Gilead Sciences Overtakes Amgen as World’s Second Most Highly Valued Biotech
Gilead Sciences has now overtaken Amgen as the world’s second most highly valued biotech company after Genentech, according to Seeking Alpha.
Seeking Alpha reported:
Investors now think that a biotech company with less than one-third the revenue of Amgen (AMGN) is worth more than the former sector king. . . .
Genentech (DNA) is the commanding number one with a market cap of more than $83 billion. It’s a little nip and tuck between GILD and AMGN, but as I write this Amgen’s market cap stands at approximately $43.5 billion and Gilead’s at $45.5 billion. Amgen is still tops when it comes to revenue: $14.8 billion in 2007 versus Genentech’s $11.7 billion and Gilead’s $4.2 billion.
While Gilead Sciences’ ascension to the number two slot has little if any bearing on the biotech legal landscape, it undoubtedly will have some impact on the negotiating power of Gilead Sciences in future commercial negotiations.
Comment from Ron Rader
Time March 28, 2008 at 12:53 pm
Note, I do not consider Gilead to be either a biotech or biopharmaceutical company. Biotechnology involves the use of live organisms for the manufacture of inherently biological-type products. Biotech as used here and by many others use is a vague, never defined, metaphor or reference to high-tech life sciences-based companies and research. Small molecule drugs and related R&D are neither biotech nor biopharmaceutical! Along these lines see my two-part series, “What is a Biopharmaceutical?, published in BioProcess International, with links to this at http://www.biopharmacopeia.com. And, this is the approach used in my book/database, Biopharmaceutical Products in the U.S. and European Markets (see http://www.biopharma.com).
Although it is incredibly common, particularly in the financial community and press, to view biotech as being based on business models (rather than marketed products, which is how industries have always been defined) and/or gee-whiz, that’s neat-type views of industry, I have yet to see any usable definition or explanation of how to apply this. Most analysts I’ve spoken use a completely subjective ‘if it seems or can be hyped as high-tech and it involves the life sciences, it’s obviously biotech’ approach, with just about every pharmaceutical company meeting this criteria. For this reason, just about all financial industry analyses of the biotech and biopharmaceutical industries are useless, if not misleading, including the most well-known and presumed authoritative annual reviews/studies, with criteria unset and varying depending on the year (or is it time of day, mood of the analyst, etc.) and often manipulated to meet the analyst’s preconceived, often theme-based, conclusions.
As far as I am aware and I followed Gilead for 15 years, from its very start, as Editor, Antiviral Agents Bulletin, Gilead has no substantive involvement with biotechnology, with its R&D based on medicinal chemistry, and its products being synthetic small molecule drugs. Comparing Gilead to Amgen is like comparing apples and oranges–yes, they are both fruits (and pharmaceutical companies) but these companies’ products, the manufacture and underlying nature (biological vs. chemical) of their products, their associated manufacturing infrastructure, the expertise of their staff, etc., are very different.
It would be accurate to say that Gilead has now overtaken Amgen as the largest non-Big Pharma-type pharmaceutical company, or the largest biotech-type company, presuming that one actually defines or makes it clear that biotech in this context involves innovative, entrepreneurial, started-from-scatch, gone from private to public-type companies.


Your objective
Starting with the line that contains "How large is window and where is it?", copy every line through the end of the listing, exactly and only those. No pictures should appear in the copy.

......

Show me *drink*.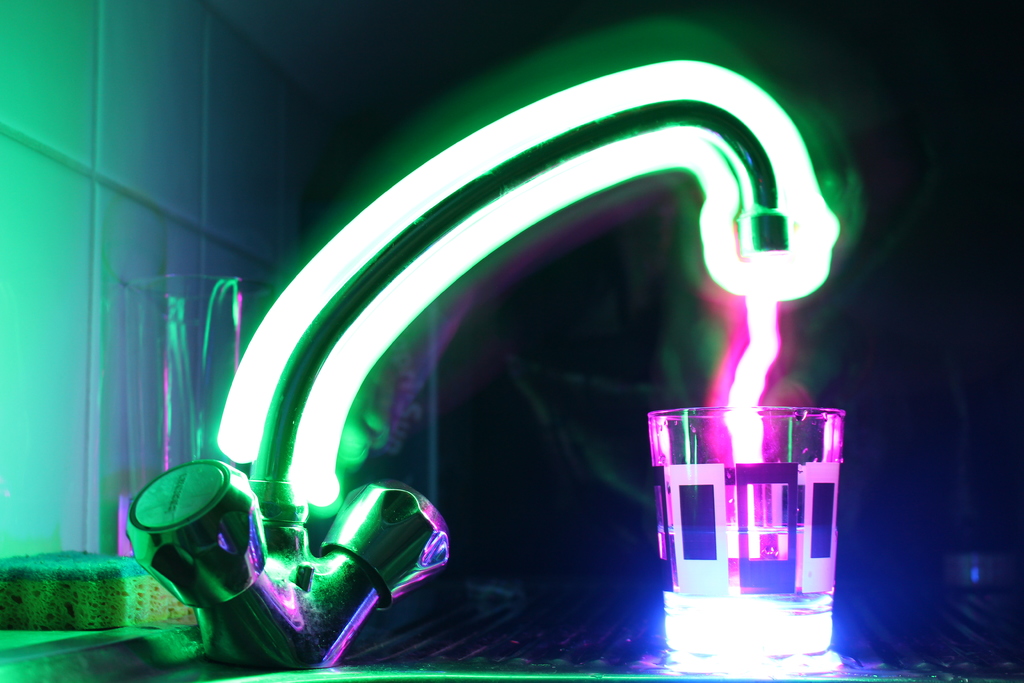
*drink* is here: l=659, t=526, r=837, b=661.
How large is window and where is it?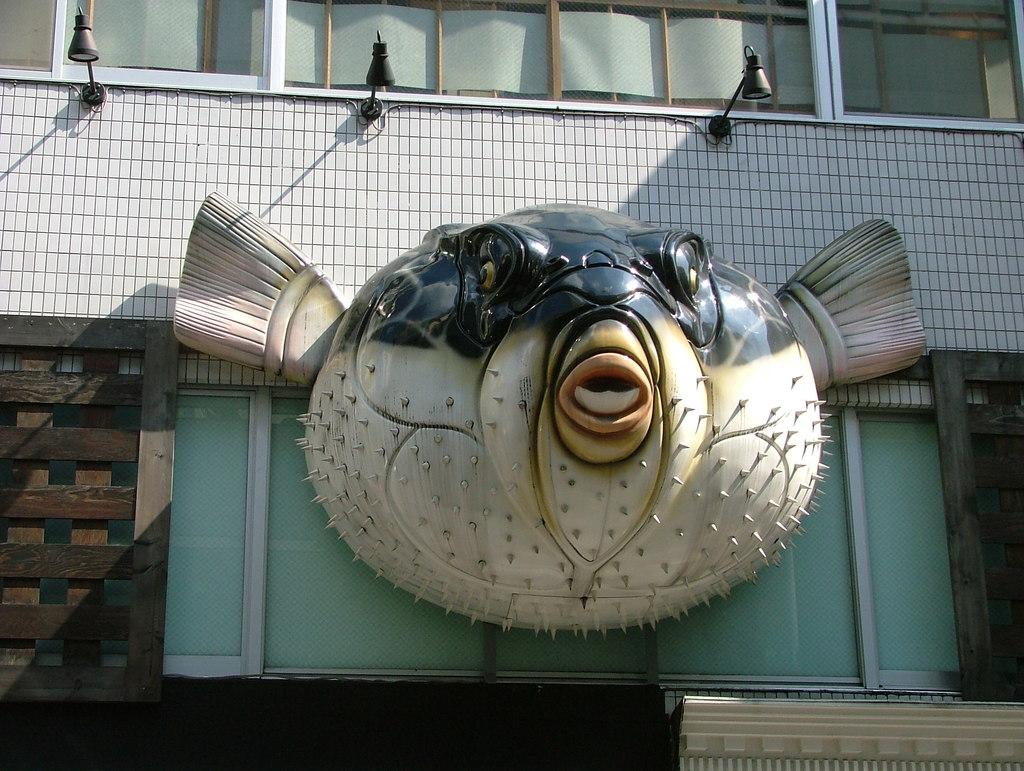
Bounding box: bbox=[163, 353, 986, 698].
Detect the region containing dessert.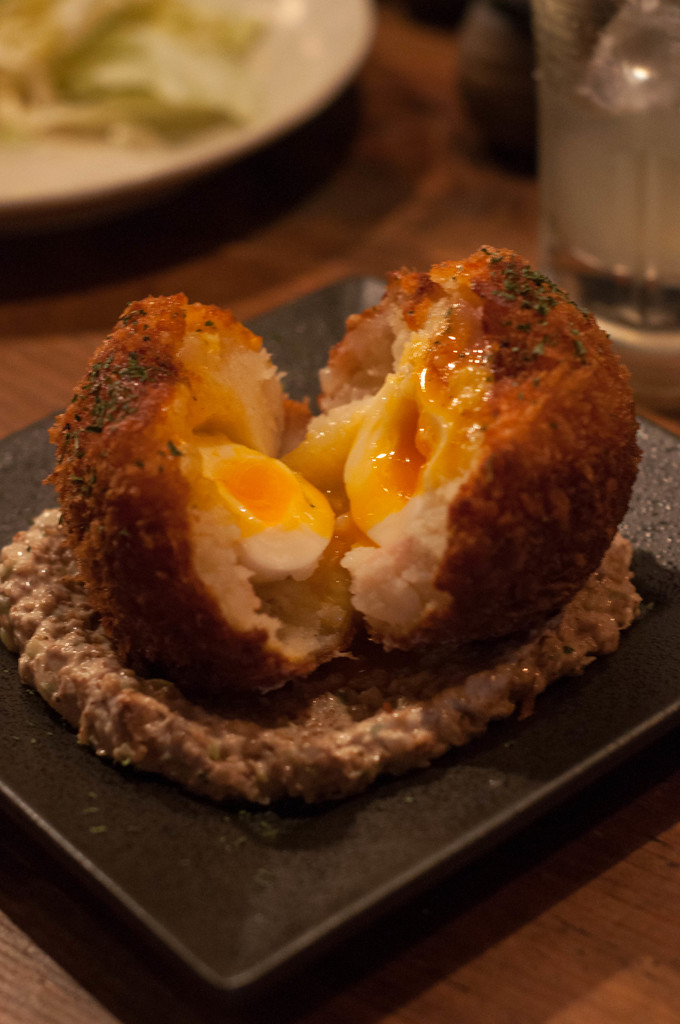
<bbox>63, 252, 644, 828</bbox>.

......

Solution for this exercise
How large is window and where is it?
Bounding box: bbox=[163, 353, 986, 698].
Detect the region containing dessert.
<bbox>63, 252, 644, 828</bbox>.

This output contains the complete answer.